Saturday, December 30, 2006

Part Twenty-Three

With Melanie arching high above me, I gazed up the arc of her body, transfixed by her motion and her form. She held the spray paint can above her head as if a sacrifice to God. She brought the can down, slowly, ritualistically, and shook it again. She laid her body over mine, her hair spilling around her face. My body was thrumming again, the miserable rhythms of all my pains in time to my quickened pulse, and in my head again, Yes, Yes, Again Yes.
I closed my eyes and let myself go, trying to become one with the moment. I embraced her, pulling at the skin of her back. Breathing heavily, she made an odd movement then, getting her arm and elbow up between us, interrupting the sensuality of the moment. With my eyes held shut, I imagined that she was positioning herself for something new and interesting when I felt the nozzle of the spray paint can pressed up against my nose.
“Suck on this, Lableman,” she said.
I could not tell you precisely how much paint she injected into my nasal cavity, but it seemed she held the can there a very long time as I writhed in pain beneath her. She had me pinned, and I could do nothing but thrash my head about and gurgle as the paint began to run down my throat. The propulsion of paint into my nose caused such a roar in my head that it overwhelmed every thought except this: I remember thinking that you’re only supposed to use short bursts with spray paint and that I should tell her that. I finally succeeded in throwing her off, or she leapt off of me. The paint can clattered on the cold tile, and Melanie’s feet pattered off across the church under the knelling of the paint can.
My mind burst open. It was like I fell into a fire head-first and the fumes from the paint exploded my head from the inside out into a billion embers erupting into the high dark ceiling of the church. The embers rained down, day-glow butterflies scattering nectar, rushing up into trade winds that moved in a stream from the altar to the door and were gone. The tiles stood up on an angle and began to twirl in place, a sharp pirouette to the grinding sound of marble on sand. Candles dormant around the room sprang to life with momentous flames, melted away and set the flames dancing among the tiles. Snapping their bolts from the floor, the pews rose up and tiptoed through the tiles, arranging for a session of bottle-caps the next morning. Mary and Joseph freed themselves of their bases and brought Jesus down from the wall, cross and all, then took turns dancing the polka with his outstretched arms. On my shoulders, the scabs around my postit tattoos began to itch terribly, but the itches soon released themselves from the wound and crawled across the skin of my shoulders, chest and neck until they found a home in the moist, cavernous space of my nose. Each station of the cross now joined into the dance, crushing tiles under their gilded feet rather than tiptoeing around them. And the church building began to buckle at the walls, and spin, and topple about. I was thrown from the altar, and all the dancers thrown together with me like a gigantic load of clothes in the dryer until we came to a stop, a mountain of thrumming junk in the middle of a burning church.
The can of spray paint landed in my limp, outstretched hand where I lay prostrate atop the mountain of junk. I looked at it and felt suddenly inspired. Forget the sharpie and the postits. Spray paint was the way to go. This was more permanent and more effective, and more traditional. And I knew just where I’d start this time. With the intangibles.
I brought the can close to my chest and shook it vigorously, the muted clang of the ball within the can a comfort to me now. I reached out and began to paint the air in a massive non-serif font that spanned my view of the ceiling. I spelled it out carefully, wanting to make sure I started off on the right foot. I wrote G-O-D on thin air and collapsed into an oblivious stupor.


• **TASK**
Omit the pictures. Print each entry below exactly.
• • • • •
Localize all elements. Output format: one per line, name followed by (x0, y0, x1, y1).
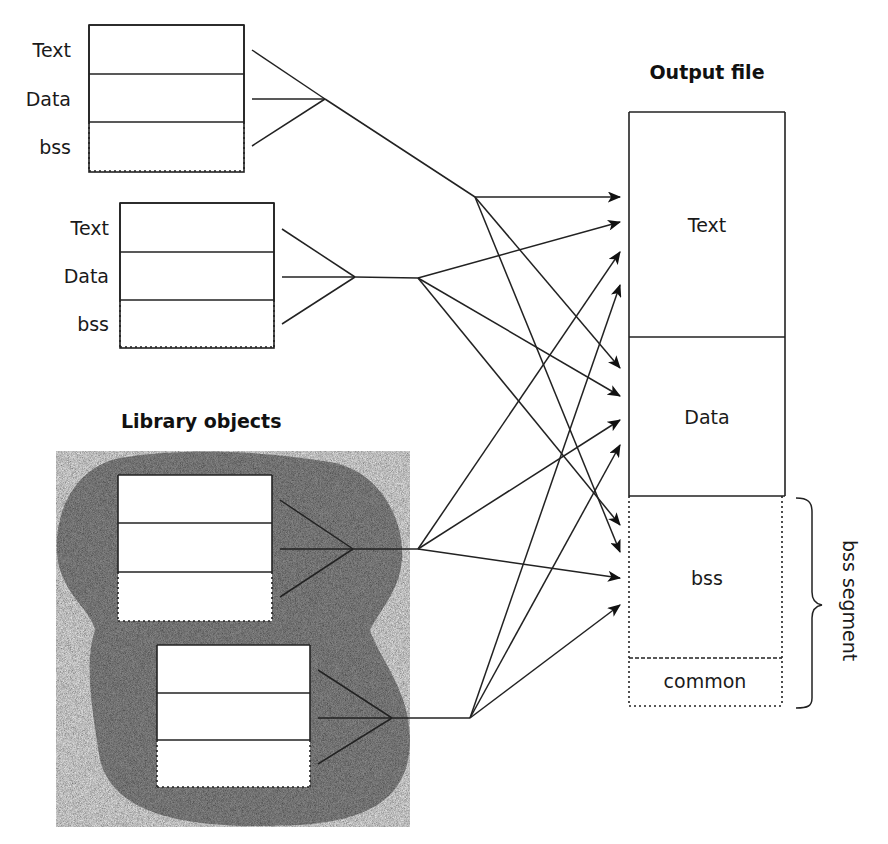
bss-segment-brace (796, 498, 822, 708)
object2-data-label: Data (64, 265, 109, 287)
library-object-1 (118, 475, 272, 621)
object1-merge-lines (252, 50, 475, 197)
object2-merge-lines (282, 229, 418, 324)
object2-text-label: Text (70, 217, 109, 239)
object1-text-label: Text (32, 39, 71, 61)
output-text-section: Text (687, 214, 726, 236)
library-object-2 (157, 645, 310, 787)
library-objects-title: Library objects (121, 410, 282, 432)
output-data-section: Data (684, 406, 729, 428)
object2-bss-label: bss (77, 313, 109, 335)
output-bss-section: bss (691, 567, 723, 589)
object-file-1: Text Data bss (26, 25, 244, 172)
bss-segment-label: bss segment (839, 540, 861, 661)
fanout-arrows (418, 197, 620, 718)
output-file: Text Data bss common (629, 112, 785, 706)
object-file-2: Text Data bss (64, 203, 274, 348)
object1-data-label: Data (26, 88, 71, 110)
output-common-section: common (664, 670, 747, 692)
output-file-title: Output file (649, 61, 764, 83)
linker-diagram: Text Data bss Text Data bss Library obje… (0, 0, 888, 844)
object1-bss-label: bss (39, 136, 71, 158)
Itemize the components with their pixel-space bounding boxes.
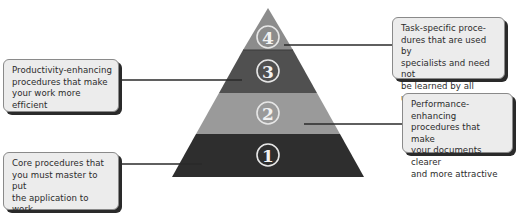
svg-text:2: 2 [262, 104, 274, 124]
svg-text:3: 3 [262, 62, 274, 82]
callout-level-3-productivity: Productivity-enhancing procedures that m… [3, 59, 119, 112]
callout-text: Core procedures that you must master to … [12, 158, 112, 216]
svg-text:4: 4 [262, 28, 274, 48]
callout-text: Task-specific proce- dures that are used… [401, 23, 498, 104]
callout-text: Performance-enhancing procedures that ma… [411, 99, 506, 180]
callout-level-2-performance: Performance-enhancing procedures that ma… [402, 93, 513, 153]
skill-pyramid-diagram: 4 3 2 1 Productivity-enhancing procedure… [0, 0, 519, 216]
callout-level-4-task-specific: Task-specific proce- dures that are used… [392, 17, 505, 79]
svg-text:1: 1 [262, 146, 274, 166]
callout-level-1-core: Core procedures that you must master to … [3, 152, 119, 210]
callout-text: Productivity-enhancing procedures that m… [12, 65, 112, 111]
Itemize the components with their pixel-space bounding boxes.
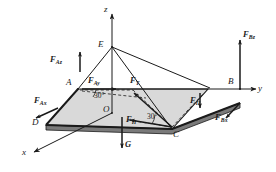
point-label-A: A bbox=[66, 78, 72, 87]
axis-label-z: z bbox=[104, 5, 108, 14]
diagram-canvas bbox=[0, 0, 276, 172]
dot-O bbox=[111, 112, 113, 114]
point-label-C: C bbox=[173, 130, 179, 139]
point-label-B: B bbox=[228, 77, 234, 86]
dot-A bbox=[77, 88, 79, 90]
point-label-O: O bbox=[103, 105, 110, 114]
force-label-F_Ax: FAx bbox=[34, 96, 46, 105]
force-label-F_Az: FAz bbox=[50, 55, 62, 64]
force-label-G: G bbox=[125, 140, 131, 149]
dot-B bbox=[239, 88, 241, 90]
force-label-F_Bz: FBz bbox=[243, 30, 255, 39]
angle-label-C: 30° bbox=[147, 113, 158, 121]
force-label-F_T: FT bbox=[130, 76, 139, 85]
physics-diagram: z y x E A B C D O FAz FAx FAy FT FП FП F… bbox=[0, 0, 276, 172]
dot-E bbox=[111, 46, 113, 48]
point-label-E: E bbox=[98, 40, 104, 49]
angle-label-A: 30° bbox=[94, 92, 105, 100]
force-label-F_Ay: FAy bbox=[88, 76, 100, 85]
axis-label-x: x bbox=[22, 148, 26, 157]
axis-label-y: y bbox=[258, 84, 262, 93]
force-label-F_P-down: FП bbox=[190, 96, 200, 105]
point-label-D: D bbox=[32, 118, 39, 127]
force-label-F_P-left: FП bbox=[126, 115, 136, 124]
force-label-F_Bx: FBx bbox=[215, 113, 227, 122]
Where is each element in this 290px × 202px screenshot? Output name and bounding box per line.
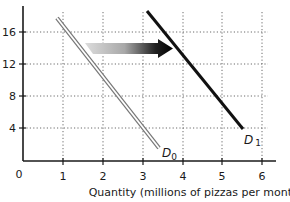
origin-label: 0 [16,168,23,181]
d1-label: D1 [244,133,261,148]
x-tick-labels: 0 1 2 3 4 5 6 [16,168,266,183]
shift-arrow [85,39,173,58]
y-tick-8: 8 [9,90,16,103]
grid [23,12,268,161]
x-axis-title: Quantity (millions of pizzas per month) [89,186,290,199]
x-tick-6: 6 [259,170,266,183]
demand-shift-chart: 16 12 8 4 0 1 2 3 4 5 6 Quantity (millio… [0,0,290,202]
y-tick-12: 12 [2,58,16,71]
y-tick-labels: 16 12 8 4 [2,26,16,135]
demand-curve-d1 [147,11,243,129]
x-tick-5: 5 [219,170,226,183]
x-tick-3: 3 [140,170,147,183]
y-tick-16: 16 [2,26,16,39]
y-tick-4: 4 [9,122,16,135]
x-tick-1: 1 [60,170,67,183]
x-tick-4: 4 [180,170,187,183]
d0-label: D0 [162,146,177,162]
x-tick-2: 2 [100,170,107,183]
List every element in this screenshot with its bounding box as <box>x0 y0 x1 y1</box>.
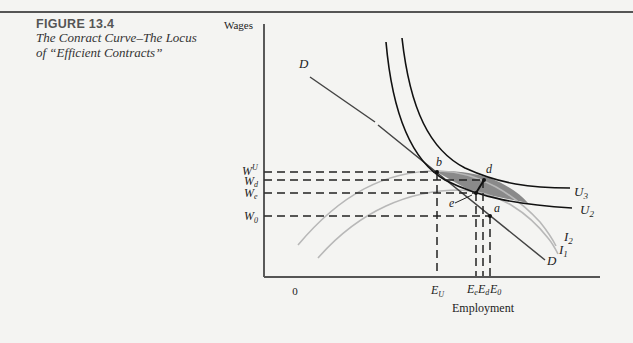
demand-label-bottom: D <box>546 253 557 268</box>
point-b <box>435 170 439 174</box>
w0-label: W0 <box>244 209 258 225</box>
point-d-label: d <box>486 162 493 176</box>
point-e <box>474 191 478 195</box>
i2-label: I2 <box>563 229 573 246</box>
u2-label: U2 <box>580 202 594 219</box>
point-d <box>482 178 486 182</box>
origin-label: 0 <box>292 285 298 297</box>
x-axis-label: Employment <box>452 301 515 315</box>
point-b-label: b <box>436 155 442 169</box>
e0-label: E0 <box>489 282 501 297</box>
demand-label-top: D <box>298 56 309 71</box>
i1-label: I1 <box>558 242 568 259</box>
point-a <box>488 214 492 218</box>
contract-curve-chart: Wages Employment 0 D D U3 U2 I2 I1 b d e… <box>0 0 633 343</box>
eu-label: EU <box>430 283 445 299</box>
point-e-label: e <box>449 196 455 210</box>
ed-label: Ed <box>477 282 490 297</box>
point-a-label: a <box>494 201 500 215</box>
u3-label: U3 <box>574 184 588 201</box>
ee-label: Ee <box>466 282 478 297</box>
y-axis-label: Wages <box>224 19 253 31</box>
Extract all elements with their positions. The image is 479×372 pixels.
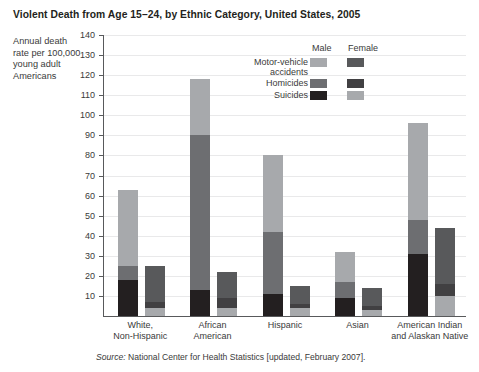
• • • • •
• **REPLY**
Localize all elements. Output format: one per line, name followed by (x0, y0, x1, y1).
bss-segment-brace (796, 498, 822, 708)
object2-data-label: Data (64, 265, 109, 287)
library-object-1 (118, 475, 272, 621)
object1-merge-lines (252, 50, 475, 197)
object2-merge-lines (282, 229, 418, 324)
object2-text-label: Text (70, 217, 109, 239)
object1-text-label: Text (32, 39, 71, 61)
output-text-section: Text (687, 214, 726, 236)
library-object-2 (157, 645, 310, 787)
library-objects-title: Library objects (121, 410, 282, 432)
output-data-section: Data (684, 406, 729, 428)
object2-bss-label: bss (77, 313, 109, 335)
output-bss-section: bss (691, 567, 723, 589)
object-file-1: Text Data bss (26, 25, 244, 172)
bss-segment-label: bss segment (839, 540, 861, 661)
fanout-arrows (418, 197, 620, 718)
output-file: Text Data bss common (629, 112, 785, 706)
object-file-2: Text Data bss (64, 203, 274, 348)
object1-data-label: Data (26, 88, 71, 110)
output-common-section: common (664, 670, 747, 692)
output-file-title: Output file (649, 61, 764, 83)
linker-diagram: Text Data bss Text Data bss Library obje… (0, 0, 888, 844)
object1-bss-label: bss (39, 136, 71, 158)
Itemize the components with their pixel-space bounding boxes.
svg-text:2: 2 [262, 104, 274, 124]
svg-text:3: 3 [262, 62, 274, 82]
callout-level-3-productivity: Productivity-enhancing procedures that m… [3, 59, 119, 112]
callout-text: Core procedures that you must master to … [12, 158, 112, 216]
svg-text:4: 4 [262, 28, 274, 48]
callout-text: Task-specific proce- dures that are used… [401, 23, 498, 104]
callout-text: Performance-enhancing procedures that ma… [411, 99, 506, 180]
callout-level-2-performance: Performance-enhancing procedures that ma… [402, 93, 513, 153]
skill-pyramid-diagram: 4 3 2 1 Productivity-enhancing procedure… [0, 0, 519, 216]
callout-level-4-task-specific: Task-specific proce- dures that are used… [392, 17, 505, 79]
svg-text:1: 1 [262, 146, 274, 166]
callout-level-1-core: Core procedures that you must master to … [3, 152, 119, 210]
callout-text: Productivity-enhancing procedures that m… [12, 65, 112, 111]
Itemize the components with their pixel-space bounding boxes.
point-label-A: A bbox=[66, 78, 72, 87]
axis-label-z: z bbox=[104, 5, 108, 14]
diagram-canvas bbox=[0, 0, 276, 172]
dot-O bbox=[111, 112, 113, 114]
point-label-C: C bbox=[173, 130, 179, 139]
point-label-B: B bbox=[228, 77, 234, 86]
dot-A bbox=[77, 88, 79, 90]
point-label-O: O bbox=[103, 105, 110, 114]
force-label-F_Ax: FAx bbox=[34, 96, 46, 105]
force-label-F_Az: FAz bbox=[50, 55, 62, 64]
force-label-G: G bbox=[125, 140, 131, 149]
dot-B bbox=[239, 88, 241, 90]
force-label-F_Bz: FBz bbox=[243, 30, 255, 39]
angle-label-C: 30° bbox=[147, 113, 158, 121]
force-label-F_T: FT bbox=[130, 76, 139, 85]
physics-diagram: z y x E A B C D O FAz FAx FAy FT FП FП F… bbox=[0, 0, 276, 172]
dot-E bbox=[111, 46, 113, 48]
point-label-E: E bbox=[98, 40, 104, 49]
angle-label-A: 30° bbox=[94, 92, 105, 100]
force-label-F_Ay: FAy bbox=[88, 76, 100, 85]
axis-label-x: x bbox=[22, 148, 26, 157]
axis-label-y: y bbox=[258, 84, 262, 93]
force-label-F_P-down: FП bbox=[190, 96, 200, 105]
point-label-D: D bbox=[32, 118, 39, 127]
force-label-F_P-left: FП bbox=[126, 115, 136, 124]
force-label-F_Bx: FBx bbox=[215, 113, 227, 122]
Where is each element in this 290px × 202px screenshot? Output name and bounding box per line.
origin-label: 0 [16,168,23,181]
d1-label: D1 [244,133,261,148]
x-tick-labels: 0 1 2 3 4 5 6 [16,168,266,183]
shift-arrow [85,39,173,58]
y-tick-8: 8 [9,90,16,103]
grid [23,12,268,161]
x-axis-title: Quantity (millions of pizzas per month) [89,186,290,199]
x-tick-6: 6 [259,170,266,183]
demand-shift-chart: 16 12 8 4 0 1 2 3 4 5 6 Quantity (millio… [0,0,290,202]
y-tick-12: 12 [2,58,16,71]
y-tick-labels: 16 12 8 4 [2,26,16,135]
demand-curve-d1 [147,11,243,129]
x-tick-5: 5 [219,170,226,183]
x-tick-3: 3 [140,170,147,183]
y-tick-16: 16 [2,26,16,39]
y-tick-4: 4 [9,122,16,135]
x-tick-1: 1 [60,170,67,183]
x-tick-4: 4 [180,170,187,183]
d0-label: D0 [162,146,177,162]
x-tick-2: 2 [100,170,107,183]
List every element in this screenshot with its bounding box as <box>x0 y0 x1 y1</box>.
demand-label-bottom: D <box>546 253 557 268</box>
point-b <box>435 170 439 174</box>
w0-label: W0 <box>244 209 258 225</box>
point-d-label: d <box>486 162 493 176</box>
point-e <box>474 191 478 195</box>
i2-label: I2 <box>563 229 573 246</box>
u2-label: U2 <box>580 202 594 219</box>
point-d <box>482 178 486 182</box>
origin-label: 0 <box>292 285 298 297</box>
x-axis-label: Employment <box>452 301 515 315</box>
point-b-label: b <box>436 155 442 169</box>
e0-label: E0 <box>489 282 501 297</box>
demand-label-top: D <box>298 56 309 71</box>
i1-label: I1 <box>558 242 568 259</box>
point-a <box>488 214 492 218</box>
contract-curve-chart: Wages Employment 0 D D U3 U2 I2 I1 b d e… <box>0 0 633 343</box>
eu-label: EU <box>430 283 445 299</box>
point-e-label: e <box>449 196 455 210</box>
ed-label: Ed <box>477 282 490 297</box>
point-a-label: a <box>494 201 500 215</box>
u3-label: U3 <box>574 184 588 201</box>
ee-label: Ee <box>466 282 478 297</box>
y-axis-label: Wages <box>224 19 253 31</box>
Extract all elements with their positions. The image is 479×372 pixels.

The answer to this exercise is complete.